The Reserve Bank of India’s conservative inflation forecast for the fiscal year which was criticised, may indeed be
turning out to be true as economists now expect inflation to rise beyond the 4% target prescribed under the inflation targeting framework. Economists are tempering their expectations on the rate reduction possibilities during the year even as good monsoon is likely to cool prices and improved infrastructure helps improve productivity.

Source: Economic Times

The July inflation as measured
by the Consumer Price Index at 2.4%, almost double the June levels of 1.4%, has surprised many.

Even though food prices, especially tomato prices, did contribute to July inflation in some ways, a number of non-food factors like impact of the house rent allowances and initial impact of the Goods and Service Taxes (GST), have contributed to the July inflation numbers.

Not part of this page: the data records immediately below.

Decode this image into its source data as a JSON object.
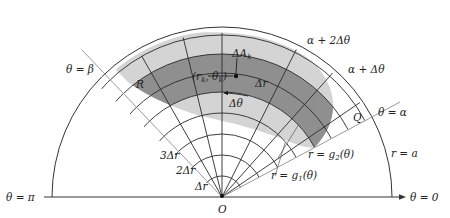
{
  "figure": {
    "type": "polar-region-partition",
    "colors": {
      "background": "#ffffff",
      "region_light": "#d4d4d4",
      "region_dark": "#8f8f8f",
      "grid_line": "#2a2a2a",
      "ray_line": "#9a9a9a",
      "axis": "#333333"
    }
  },
  "labels": {
    "theta_beta": "θ = β",
    "theta_pi": "θ = π",
    "theta_zero": "θ = 0",
    "theta_alpha": "θ = α",
    "alpha_plus_dtheta": "α + Δθ",
    "alpha_plus_2dtheta": "α + 2Δθ",
    "region": "R",
    "point": "(r",
    "point_sub_r": "k",
    "point_mid": ", θ",
    "point_sub_theta": "k",
    "point_close": ")",
    "delta_area": "ΔA",
    "delta_area_sub": "k",
    "delta_r": "Δr",
    "delta_theta": "Δθ",
    "q": "Q",
    "r_eq_a": "r = a",
    "r_g2": "r = g",
    "r_g2_sub": "2",
    "r_g2_arg": "(θ)",
    "r_g1": "r = g",
    "r_g1_sub": "1",
    "r_g1_arg": "(θ)",
    "ring_1": "Δr",
    "ring_2": "2Δr",
    "ring_3": "3Δr",
    "origin": "O"
  }
}
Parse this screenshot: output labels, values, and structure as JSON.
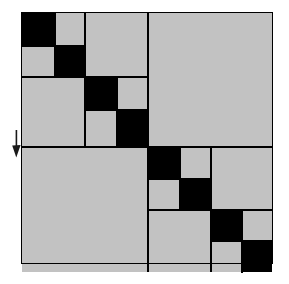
{
  "figure": {
    "width": 289,
    "height": 284
  },
  "colors": {
    "dark": "#000000",
    "light": "#c2c2c2",
    "background": "#ffffff",
    "border": "#000000",
    "marker": "#1a1a1a"
  },
  "matrix": {
    "origin_x": 22,
    "origin_y": 13,
    "size": 250,
    "outer_border_width": 1,
    "split_main_x": 147,
    "split_main_y": 146,
    "grid_line_width": 2
  },
  "legend": {
    "dark_meaning": "high value / dense sub-block",
    "light_meaning": "low value / sparse sub-block"
  },
  "marker": {
    "name": "down-arrow-marker",
    "label": "",
    "x": 10,
    "y": 130,
    "width": 12,
    "height": 28,
    "points_to_row": 146
  },
  "cells": [
    {
      "id": "q1-a-dark",
      "tone": "dark",
      "x": 22,
      "y": 13,
      "w": 33,
      "h": 33
    },
    {
      "id": "q1-b-light",
      "tone": "light",
      "x": 55,
      "y": 13,
      "w": 30,
      "h": 33
    },
    {
      "id": "q1-c-light",
      "tone": "light",
      "x": 22,
      "y": 46,
      "w": 33,
      "h": 31
    },
    {
      "id": "q1-d-dark",
      "tone": "dark",
      "x": 55,
      "y": 46,
      "w": 30,
      "h": 31
    },
    {
      "id": "q1-offdiag-top-light",
      "tone": "light",
      "x": 85,
      "y": 13,
      "w": 62,
      "h": 64
    },
    {
      "id": "q1-offdiag-left-light",
      "tone": "light",
      "x": 22,
      "y": 77,
      "w": 63,
      "h": 69
    },
    {
      "id": "q2-a-dark",
      "tone": "dark",
      "x": 85,
      "y": 77,
      "w": 32,
      "h": 33
    },
    {
      "id": "q2-b-light",
      "tone": "light",
      "x": 117,
      "y": 77,
      "w": 30,
      "h": 33
    },
    {
      "id": "q2-c-light",
      "tone": "light",
      "x": 85,
      "y": 110,
      "w": 32,
      "h": 36
    },
    {
      "id": "q2-d-dark",
      "tone": "dark",
      "x": 117,
      "y": 110,
      "w": 30,
      "h": 36
    },
    {
      "id": "top-right-block-light",
      "tone": "light",
      "x": 149,
      "y": 13,
      "w": 123,
      "h": 131
    },
    {
      "id": "bottom-left-block-light",
      "tone": "light",
      "x": 22,
      "y": 148,
      "w": 125,
      "h": 124
    },
    {
      "id": "q3-a-dark",
      "tone": "dark",
      "x": 149,
      "y": 148,
      "w": 31,
      "h": 31
    },
    {
      "id": "q3-b-light",
      "tone": "light",
      "x": 180,
      "y": 148,
      "w": 30,
      "h": 31
    },
    {
      "id": "q3-c-light",
      "tone": "light",
      "x": 149,
      "y": 179,
      "w": 31,
      "h": 30
    },
    {
      "id": "q3-d-dark",
      "tone": "dark",
      "x": 180,
      "y": 179,
      "w": 30,
      "h": 30
    },
    {
      "id": "q3-offdiag-right-light",
      "tone": "light",
      "x": 212,
      "y": 148,
      "w": 60,
      "h": 61
    },
    {
      "id": "q3-offdiag-bottom-light",
      "tone": "light",
      "x": 149,
      "y": 211,
      "w": 61,
      "h": 61
    },
    {
      "id": "q4-a-dark",
      "tone": "dark",
      "x": 212,
      "y": 211,
      "w": 30,
      "h": 30
    },
    {
      "id": "q4-b-light",
      "tone": "light",
      "x": 242,
      "y": 211,
      "w": 30,
      "h": 30
    },
    {
      "id": "q4-c-light",
      "tone": "light",
      "x": 212,
      "y": 241,
      "w": 30,
      "h": 31
    },
    {
      "id": "q4-d-dark",
      "tone": "dark",
      "x": 242,
      "y": 241,
      "w": 30,
      "h": 31
    }
  ],
  "separators": [
    {
      "id": "main-vertical",
      "orientation": "vertical",
      "x": 147,
      "y": 13,
      "len": 259,
      "thickness": 2
    },
    {
      "id": "main-horizontal",
      "orientation": "horizontal",
      "x": 22,
      "y": 146,
      "len": 250,
      "thickness": 2
    },
    {
      "id": "q1-q2-horizontal",
      "orientation": "horizontal",
      "x": 22,
      "y": 76,
      "len": 125,
      "thickness": 2
    },
    {
      "id": "q1-q2-vertical",
      "orientation": "vertical",
      "x": 84,
      "y": 13,
      "len": 133,
      "thickness": 2
    },
    {
      "id": "q3-q4-vertical",
      "orientation": "vertical",
      "x": 210,
      "y": 146,
      "len": 126,
      "thickness": 2
    },
    {
      "id": "q3-q4-horizontal",
      "orientation": "horizontal",
      "x": 147,
      "y": 209,
      "len": 125,
      "thickness": 2
    },
    {
      "id": "q1-inner-vertical",
      "orientation": "vertical",
      "x": 54,
      "y": 13,
      "len": 64,
      "thickness": 2
    },
    {
      "id": "q1-inner-horizontal",
      "orientation": "horizontal",
      "x": 22,
      "y": 45,
      "len": 63,
      "thickness": 2
    },
    {
      "id": "q2-inner-vertical",
      "orientation": "vertical",
      "x": 116,
      "y": 76,
      "len": 70,
      "thickness": 2
    },
    {
      "id": "q2-inner-horizontal",
      "orientation": "horizontal",
      "x": 84,
      "y": 109,
      "len": 63,
      "thickness": 2
    },
    {
      "id": "q3-inner-vertical",
      "orientation": "vertical",
      "x": 179,
      "y": 146,
      "len": 64,
      "thickness": 2
    },
    {
      "id": "q3-inner-horizontal",
      "orientation": "horizontal",
      "x": 147,
      "y": 178,
      "len": 63,
      "thickness": 2
    },
    {
      "id": "q4-inner-vertical",
      "orientation": "vertical",
      "x": 241,
      "y": 209,
      "len": 64,
      "thickness": 2
    },
    {
      "id": "q4-inner-horizontal",
      "orientation": "horizontal",
      "x": 210,
      "y": 240,
      "len": 62,
      "thickness": 2
    }
  ]
}
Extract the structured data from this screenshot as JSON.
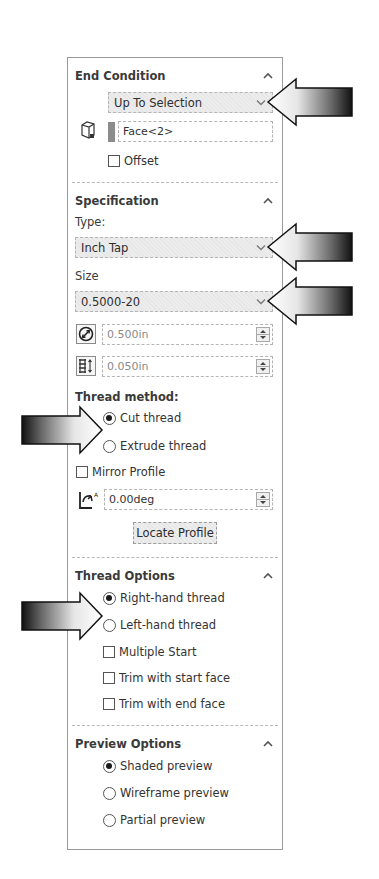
{
  "end_condition": {
    "title": "End Condition",
    "type_value": "Up To Selection",
    "face_value": "Face<2>",
    "offset_label": "Offset",
    "offset_checked": false
  },
  "specification": {
    "title": "Specification",
    "type_label": "Type:",
    "type_value": "Inch Tap",
    "size_label": "Size",
    "size_value": "0.5000-20",
    "diameter_value": "0.500in",
    "pitch_value": "0.050in",
    "thread_method_label": "Thread method:",
    "thread_methods": [
      {
        "label": "Cut thread",
        "selected": true
      },
      {
        "label": "Extrude thread",
        "selected": false
      }
    ],
    "mirror_profile_label": "Mirror Profile",
    "mirror_profile_checked": false,
    "angle_value": "0.00deg",
    "locate_profile_label": "Locate Profile"
  },
  "thread_options": {
    "title": "Thread Options",
    "hand": [
      {
        "label": "Right-hand thread",
        "selected": true
      },
      {
        "label": "Left-hand thread",
        "selected": false
      }
    ],
    "checkboxes": [
      {
        "label": "Multiple Start",
        "checked": false
      },
      {
        "label": "Trim with start face",
        "checked": false
      },
      {
        "label": "Trim with end face",
        "checked": false
      }
    ]
  },
  "preview_options": {
    "title": "Preview Options",
    "options": [
      {
        "label": "Shaded preview",
        "selected": true
      },
      {
        "label": "Wireframe preview",
        "selected": false
      },
      {
        "label": "Partial preview",
        "selected": false
      }
    ]
  },
  "colors": {
    "panel_border": "#9a9a9a",
    "dropdown_bg": "#e9e9e9",
    "text": "#2b2b2b",
    "face_swatch": "#8c8c8c"
  }
}
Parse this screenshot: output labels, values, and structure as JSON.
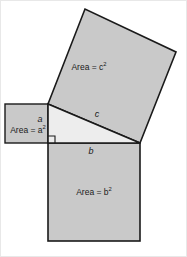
{
  "figure": {
    "background_color": "#ffffff",
    "border_color": "#e3e3e3",
    "square_fill": "#c9c9c9",
    "triangle_fill": "#ededed",
    "stroke_color": "#1a1a1a"
  },
  "labels": {
    "area_c": "Area = c",
    "area_a": "Area = a",
    "area_b": "Area = b",
    "exponent": "2",
    "side_a": "a",
    "side_b": "b",
    "side_c": "c"
  },
  "geometry": {
    "triangle": {
      "vertex_apex": [
        48,
        104
      ],
      "vertex_right_angle": [
        140,
        143
      ],
      "vertex_left": [
        48,
        143
      ],
      "right_angle_marker_size": 7
    },
    "square_a": {
      "x": 5,
      "y": 104,
      "width": 43,
      "height": 39
    },
    "square_b": {
      "x": 48,
      "y": 143,
      "width": 92,
      "height": 98
    },
    "square_c": {
      "points": "48,104 85,9 176,52 140,143"
    }
  }
}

“We expect headline CPI inflation to continue to rise in the coming months due to higher food price inflation, HRA increases, GST impact and a gradual growth recovery later this year,” said Sonal Varma, chief India economist at Nomura Securities. “We expect CPI inflation to rise to 4.5% by March 2018.”
The RBI has been drawing flak for the past few months since the inflation reading were sharply lower than what it had forecast.

Some, including chief economic adviser Arvind Subramanian had questioned the central bank’s inflation forecasting models.

After the July numbers, economists have revised their inflation forecast upward. They are now close to RBI and some expect it to be even higher. In its August statement RBI had forecast CPI inflation of a little over 4% by March excluding the HRA impact, as against 4.5% inclusive of the HRA in the June statement.

With the Federal Reserve’s likely unwinding the unprecedented quantitative easing likely to begin
this year, the chances of a rate cut by the MPC may got slimmer.